Across Europe, the act of knowing the citizen has become a test of power.
These three essays trace how identity moved from the census to the classroom, from the passport to the algorithm. Germany counts precisely; Britain hesitates to count at all. Yet both reveal the same unease — that the more the state tries to know its people, the more it risks losing their trust. Counting Strangers, The British Fear of Being Known, and From Card to Code follow that uneasy journey from bureaucratic record to digital surveillance, asking what remains of freedom when knowledge itself becomes a form of control.
A study of France and Britain as mirrors of Western decline — from post-war faith in welfare to today’s procedural governance, fiat money, and managed control.

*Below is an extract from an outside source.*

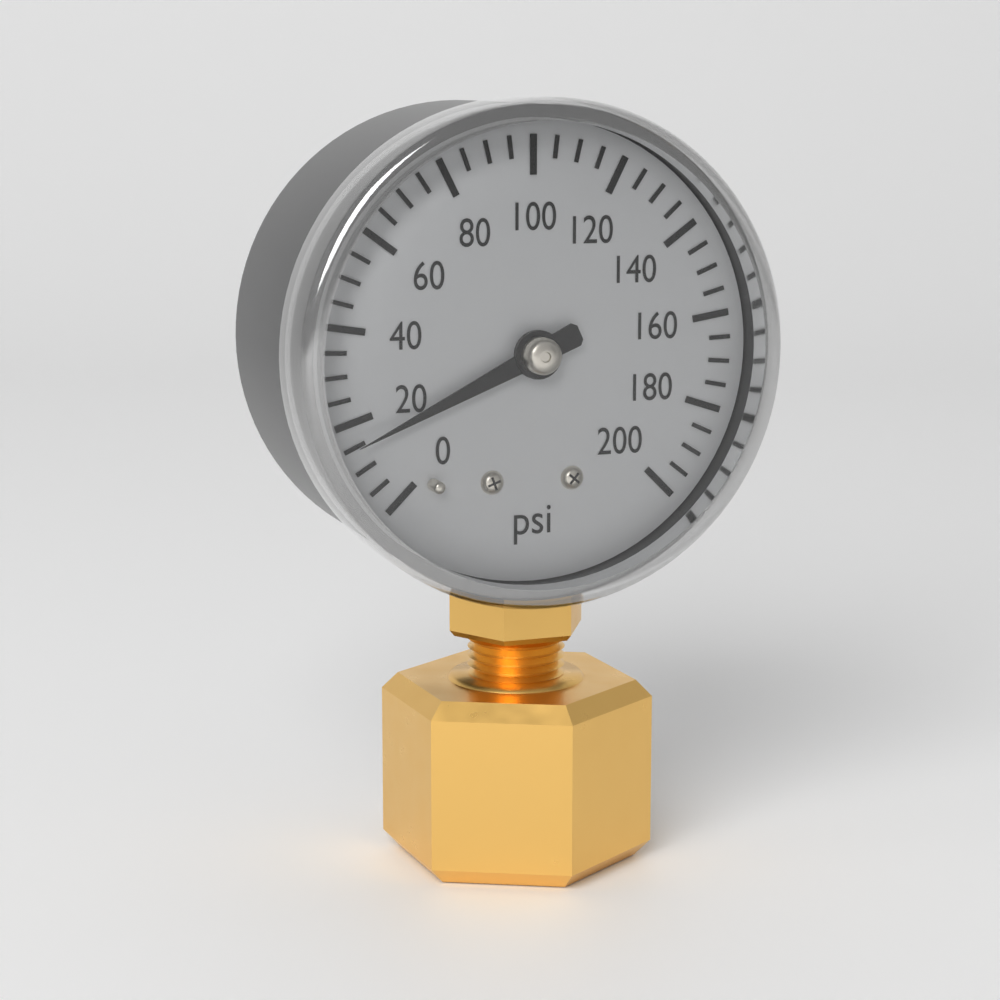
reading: 15 psi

The end of the post-war promise is not collapse but sedation.
For three centuries France and Britain have rebelled against religious authority, from Voltaire’s écrasez l’infâme to Nietzsche’s death of God and the modern satire of Private Eye and Le Canard enchaîné. Yet rebellion, once a weapon of liberation, has hardened into reflex. The challenge today is not to keep mocking but to recover conviction—before the state learns to silence even our laughter.
It is a paradox that in Britain, after thirteen years of compulsory schooling, many young people emerge without a secure grasp of either English grammar or basic arithmetic, while at the same time official figures tell us that one in five schoolchildren suffers from a “probable mental disorder.” Adults fare little better: rates of anxiety, depression, and mixed emotional disorders are climbing steadily, particularly in the working class.